Friday, December 13, 2013

Paypal's node.js versus Java benchmark and its analysis

Paypal engineers shared their test results on node.js versus Java from both system performance and developer performance perspectives. Baron Schwartz followed with a good analysis of the result. I suggest everyone interested in service performance and scalability read them.

I happened to know well about most aspects of this topic: Java, node.js, service orchestration, NIO/AIO, performance and scalability including USL. The following are my assumptions and understandings of the original benchmark and the analysis.
  1. The application that they implemented in both Java and node.js is a service orchestration or a server-side mashup. That is, for an account overview page request, the server side needs to do a serial of service/API requests to other services/APIs/resources. According to the description, I assume there are 3 serial blocks, and inside each block, there are 2 to 5 parallel requests. 
  2. The underlying services/APIs/resources are independent of the service/resource to generate the account overview page.
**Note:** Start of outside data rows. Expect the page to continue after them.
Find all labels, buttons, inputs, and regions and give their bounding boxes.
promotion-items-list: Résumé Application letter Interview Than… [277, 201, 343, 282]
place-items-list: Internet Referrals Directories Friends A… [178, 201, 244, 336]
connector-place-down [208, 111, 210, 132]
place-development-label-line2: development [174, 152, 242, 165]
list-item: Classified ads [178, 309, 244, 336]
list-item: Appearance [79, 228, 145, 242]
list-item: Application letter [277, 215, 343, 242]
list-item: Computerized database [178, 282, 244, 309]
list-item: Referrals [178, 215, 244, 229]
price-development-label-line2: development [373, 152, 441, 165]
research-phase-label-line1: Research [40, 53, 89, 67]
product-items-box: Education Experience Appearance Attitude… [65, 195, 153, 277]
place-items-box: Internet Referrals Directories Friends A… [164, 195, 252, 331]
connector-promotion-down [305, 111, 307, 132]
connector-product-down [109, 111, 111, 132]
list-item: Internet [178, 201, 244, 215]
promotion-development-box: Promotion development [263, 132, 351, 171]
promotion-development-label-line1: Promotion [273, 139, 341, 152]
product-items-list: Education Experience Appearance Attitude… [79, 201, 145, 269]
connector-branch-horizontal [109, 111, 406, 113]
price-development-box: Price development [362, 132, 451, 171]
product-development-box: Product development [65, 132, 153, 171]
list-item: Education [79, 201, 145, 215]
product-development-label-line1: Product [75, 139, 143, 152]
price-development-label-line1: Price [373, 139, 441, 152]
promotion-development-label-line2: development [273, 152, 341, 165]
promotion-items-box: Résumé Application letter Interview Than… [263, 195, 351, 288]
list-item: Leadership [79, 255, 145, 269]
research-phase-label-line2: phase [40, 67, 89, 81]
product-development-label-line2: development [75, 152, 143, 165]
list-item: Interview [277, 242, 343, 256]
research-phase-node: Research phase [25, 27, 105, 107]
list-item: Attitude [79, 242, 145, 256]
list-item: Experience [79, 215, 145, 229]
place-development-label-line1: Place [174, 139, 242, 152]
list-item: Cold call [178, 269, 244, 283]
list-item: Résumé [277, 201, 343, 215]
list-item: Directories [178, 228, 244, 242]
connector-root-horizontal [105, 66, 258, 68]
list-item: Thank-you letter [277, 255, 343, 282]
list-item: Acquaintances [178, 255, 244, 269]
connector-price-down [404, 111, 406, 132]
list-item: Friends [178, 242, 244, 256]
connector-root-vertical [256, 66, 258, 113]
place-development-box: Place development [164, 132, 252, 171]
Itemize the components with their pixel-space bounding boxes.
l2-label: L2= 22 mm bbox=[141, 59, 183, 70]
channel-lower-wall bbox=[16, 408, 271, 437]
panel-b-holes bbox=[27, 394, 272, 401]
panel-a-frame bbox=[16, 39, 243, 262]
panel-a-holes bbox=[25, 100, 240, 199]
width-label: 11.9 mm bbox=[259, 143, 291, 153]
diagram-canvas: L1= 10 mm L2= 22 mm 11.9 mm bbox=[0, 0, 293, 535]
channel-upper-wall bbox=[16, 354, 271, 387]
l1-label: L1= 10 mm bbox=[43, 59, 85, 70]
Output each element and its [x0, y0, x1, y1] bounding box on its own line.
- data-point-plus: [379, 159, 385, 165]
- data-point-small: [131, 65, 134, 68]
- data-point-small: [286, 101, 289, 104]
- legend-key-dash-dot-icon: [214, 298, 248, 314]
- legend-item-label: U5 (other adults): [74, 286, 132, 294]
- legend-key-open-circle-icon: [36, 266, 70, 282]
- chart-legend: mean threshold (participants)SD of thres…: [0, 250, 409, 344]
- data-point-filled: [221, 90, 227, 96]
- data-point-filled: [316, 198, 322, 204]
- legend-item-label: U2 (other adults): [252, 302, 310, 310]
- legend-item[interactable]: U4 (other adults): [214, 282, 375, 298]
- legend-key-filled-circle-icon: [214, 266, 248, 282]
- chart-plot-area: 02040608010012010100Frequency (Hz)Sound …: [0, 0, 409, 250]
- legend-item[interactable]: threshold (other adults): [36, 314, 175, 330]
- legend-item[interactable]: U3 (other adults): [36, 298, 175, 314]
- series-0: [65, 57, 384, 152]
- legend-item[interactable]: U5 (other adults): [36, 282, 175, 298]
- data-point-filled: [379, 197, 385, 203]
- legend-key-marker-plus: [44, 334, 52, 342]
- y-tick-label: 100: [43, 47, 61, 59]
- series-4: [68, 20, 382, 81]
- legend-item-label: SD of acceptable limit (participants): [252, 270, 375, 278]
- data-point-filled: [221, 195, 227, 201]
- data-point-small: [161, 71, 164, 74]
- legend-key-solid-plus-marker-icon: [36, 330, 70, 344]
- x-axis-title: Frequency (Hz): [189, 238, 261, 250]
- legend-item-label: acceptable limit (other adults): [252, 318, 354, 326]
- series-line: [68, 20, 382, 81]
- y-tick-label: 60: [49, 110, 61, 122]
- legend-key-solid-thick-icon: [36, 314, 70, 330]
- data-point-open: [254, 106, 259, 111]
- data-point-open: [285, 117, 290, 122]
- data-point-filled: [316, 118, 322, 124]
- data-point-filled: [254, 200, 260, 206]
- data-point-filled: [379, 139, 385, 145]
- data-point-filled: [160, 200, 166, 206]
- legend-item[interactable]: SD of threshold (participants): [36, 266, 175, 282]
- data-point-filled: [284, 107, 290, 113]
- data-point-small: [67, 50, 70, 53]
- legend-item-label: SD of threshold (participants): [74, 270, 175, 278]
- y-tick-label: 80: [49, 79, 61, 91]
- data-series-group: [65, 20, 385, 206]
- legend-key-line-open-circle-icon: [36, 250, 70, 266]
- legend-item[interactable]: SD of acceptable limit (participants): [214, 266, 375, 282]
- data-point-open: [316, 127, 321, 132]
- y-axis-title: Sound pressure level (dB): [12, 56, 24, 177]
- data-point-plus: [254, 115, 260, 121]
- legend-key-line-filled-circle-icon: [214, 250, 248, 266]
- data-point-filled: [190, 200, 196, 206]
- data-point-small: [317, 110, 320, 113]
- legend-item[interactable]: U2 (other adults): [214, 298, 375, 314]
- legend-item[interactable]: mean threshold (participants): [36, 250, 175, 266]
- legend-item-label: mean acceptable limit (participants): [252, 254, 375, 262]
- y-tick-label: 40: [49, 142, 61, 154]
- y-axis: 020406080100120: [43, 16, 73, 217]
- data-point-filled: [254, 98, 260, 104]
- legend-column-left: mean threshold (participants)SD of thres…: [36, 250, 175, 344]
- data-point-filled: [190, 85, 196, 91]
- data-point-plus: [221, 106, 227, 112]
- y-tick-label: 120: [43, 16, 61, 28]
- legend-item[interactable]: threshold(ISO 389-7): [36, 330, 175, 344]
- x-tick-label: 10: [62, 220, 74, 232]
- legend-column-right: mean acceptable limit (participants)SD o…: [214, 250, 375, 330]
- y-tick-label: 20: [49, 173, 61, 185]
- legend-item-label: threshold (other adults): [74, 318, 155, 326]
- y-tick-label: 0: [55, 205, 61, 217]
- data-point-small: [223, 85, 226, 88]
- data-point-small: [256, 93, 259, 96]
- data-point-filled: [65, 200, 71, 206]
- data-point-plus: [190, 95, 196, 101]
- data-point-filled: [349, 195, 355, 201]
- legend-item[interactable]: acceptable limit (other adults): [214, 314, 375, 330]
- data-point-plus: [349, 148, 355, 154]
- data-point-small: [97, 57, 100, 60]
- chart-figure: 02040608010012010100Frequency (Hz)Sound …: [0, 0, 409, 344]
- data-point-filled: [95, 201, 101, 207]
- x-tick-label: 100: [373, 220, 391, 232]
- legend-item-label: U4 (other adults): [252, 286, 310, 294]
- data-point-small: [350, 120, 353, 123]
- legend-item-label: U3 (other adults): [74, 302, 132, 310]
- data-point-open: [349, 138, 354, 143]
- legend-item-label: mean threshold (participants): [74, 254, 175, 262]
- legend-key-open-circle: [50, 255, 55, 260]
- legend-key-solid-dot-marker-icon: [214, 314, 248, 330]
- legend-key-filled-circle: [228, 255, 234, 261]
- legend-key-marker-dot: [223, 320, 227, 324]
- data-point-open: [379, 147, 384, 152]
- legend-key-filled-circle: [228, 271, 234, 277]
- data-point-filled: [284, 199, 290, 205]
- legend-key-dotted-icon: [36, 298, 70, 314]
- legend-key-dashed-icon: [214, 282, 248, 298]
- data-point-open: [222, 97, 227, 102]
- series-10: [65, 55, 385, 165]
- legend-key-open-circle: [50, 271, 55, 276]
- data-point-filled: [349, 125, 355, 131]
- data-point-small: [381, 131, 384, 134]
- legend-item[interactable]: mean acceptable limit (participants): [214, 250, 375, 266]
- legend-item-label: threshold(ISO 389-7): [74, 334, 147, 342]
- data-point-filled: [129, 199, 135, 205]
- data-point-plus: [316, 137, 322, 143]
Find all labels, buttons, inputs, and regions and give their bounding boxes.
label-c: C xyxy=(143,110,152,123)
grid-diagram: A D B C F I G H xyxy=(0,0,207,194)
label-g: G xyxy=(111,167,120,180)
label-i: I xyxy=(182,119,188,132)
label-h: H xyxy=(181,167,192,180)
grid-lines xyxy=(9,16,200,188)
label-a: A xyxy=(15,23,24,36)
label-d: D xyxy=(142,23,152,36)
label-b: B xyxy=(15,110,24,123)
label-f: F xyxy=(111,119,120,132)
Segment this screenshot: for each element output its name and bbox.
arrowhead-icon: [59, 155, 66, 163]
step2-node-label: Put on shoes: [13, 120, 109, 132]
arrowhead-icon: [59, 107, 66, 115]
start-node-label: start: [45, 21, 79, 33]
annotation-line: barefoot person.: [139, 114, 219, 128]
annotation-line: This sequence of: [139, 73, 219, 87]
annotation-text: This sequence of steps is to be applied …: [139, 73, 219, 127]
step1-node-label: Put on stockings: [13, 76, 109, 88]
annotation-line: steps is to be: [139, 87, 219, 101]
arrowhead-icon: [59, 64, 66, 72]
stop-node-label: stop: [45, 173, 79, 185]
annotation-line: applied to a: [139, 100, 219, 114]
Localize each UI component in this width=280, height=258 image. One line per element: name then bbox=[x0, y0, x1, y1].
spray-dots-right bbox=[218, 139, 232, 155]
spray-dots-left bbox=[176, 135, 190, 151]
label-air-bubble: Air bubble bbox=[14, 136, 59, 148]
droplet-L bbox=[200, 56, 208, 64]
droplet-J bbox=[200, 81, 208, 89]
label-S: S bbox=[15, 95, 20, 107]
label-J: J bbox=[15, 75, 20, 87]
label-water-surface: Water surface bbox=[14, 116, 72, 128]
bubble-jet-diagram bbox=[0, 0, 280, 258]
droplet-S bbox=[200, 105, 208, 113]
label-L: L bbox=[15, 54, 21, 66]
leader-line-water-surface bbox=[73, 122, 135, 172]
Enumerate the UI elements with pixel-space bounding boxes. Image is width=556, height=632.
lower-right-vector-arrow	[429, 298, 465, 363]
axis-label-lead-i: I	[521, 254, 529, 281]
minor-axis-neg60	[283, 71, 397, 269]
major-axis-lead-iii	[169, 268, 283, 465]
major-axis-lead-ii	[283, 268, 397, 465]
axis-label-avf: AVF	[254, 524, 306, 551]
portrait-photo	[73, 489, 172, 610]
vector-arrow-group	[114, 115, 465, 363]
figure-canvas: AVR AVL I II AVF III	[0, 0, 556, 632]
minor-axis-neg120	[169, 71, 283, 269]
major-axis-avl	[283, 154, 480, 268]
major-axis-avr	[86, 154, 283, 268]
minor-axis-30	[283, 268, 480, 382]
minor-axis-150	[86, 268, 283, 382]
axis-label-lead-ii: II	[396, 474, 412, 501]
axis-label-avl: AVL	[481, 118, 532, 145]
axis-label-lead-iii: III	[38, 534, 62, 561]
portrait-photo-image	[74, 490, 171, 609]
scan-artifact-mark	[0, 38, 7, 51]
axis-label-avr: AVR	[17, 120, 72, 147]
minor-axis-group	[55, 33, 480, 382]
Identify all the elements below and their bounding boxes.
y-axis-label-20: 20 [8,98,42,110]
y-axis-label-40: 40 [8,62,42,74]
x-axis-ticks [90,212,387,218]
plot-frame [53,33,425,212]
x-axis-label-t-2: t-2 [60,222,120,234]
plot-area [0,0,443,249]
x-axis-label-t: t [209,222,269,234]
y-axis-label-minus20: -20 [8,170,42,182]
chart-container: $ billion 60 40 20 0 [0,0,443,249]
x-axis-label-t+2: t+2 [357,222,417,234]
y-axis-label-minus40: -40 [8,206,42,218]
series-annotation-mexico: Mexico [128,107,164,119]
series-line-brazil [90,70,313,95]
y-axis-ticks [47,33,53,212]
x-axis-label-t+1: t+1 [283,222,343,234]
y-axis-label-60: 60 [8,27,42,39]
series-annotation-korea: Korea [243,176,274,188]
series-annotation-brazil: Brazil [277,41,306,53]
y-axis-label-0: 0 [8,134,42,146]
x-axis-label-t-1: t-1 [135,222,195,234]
We can assume the characteristics of response time (mean, or second order or distribution) of the underlying services/APIs/resources do not change because of the load on the account overview page service/resource. This is a required assumption for the apple-to-apple comparison conclusion. 
  3. The account overview page requests result in I/O intensive workload on the system, not CPU intensive. More precisely, it is Reversed I/O that is the service orchestration initiates parallel clients including either HTTP or others like DB . If you want to know more about this, please google C10K or Reverse C10K. I assume they used 5 cores for the Java implementation in order to make sure the CPU would not become a bottleneck in the benchmark because of the number of concurrent threads. The max number of concurrent threads would be N x P where P is the number of concurrent threads. In this case, P could be 6, 1 for the inbound overview request, 5 for outbound API/resource requests. In their measurement, this number can reach 15 x 6 = 90. I assume they have a good Java HTTP client library that has a shared thread pool. 
  4. It is not clear what Java Servlet container was used in the benchmark. Some latest Servlet containers do support NIO. However, most Servlets are still synchronous. Only a few platforms can support asynchronous style like Jetty and Netty. The difference between synchronous Servlet/processing and asynchronous one is that the former needs to block during outbound I/Os. In node.js, everything is asynchronous if you program in a natural way.  
  5. In the USL models, Java's kappa (crosstalk or coherency penalty) is higher because the threads shares resources including CPUs and memory. Its sigma (serialization or contention penalty) is lower because the tasks are preformed in parallel by the threads. node.js's kappa is lower because the I/O operations are processed serially by the single event loop. For the same reason, its sigma is much higher. This shows the beauty of the USL model.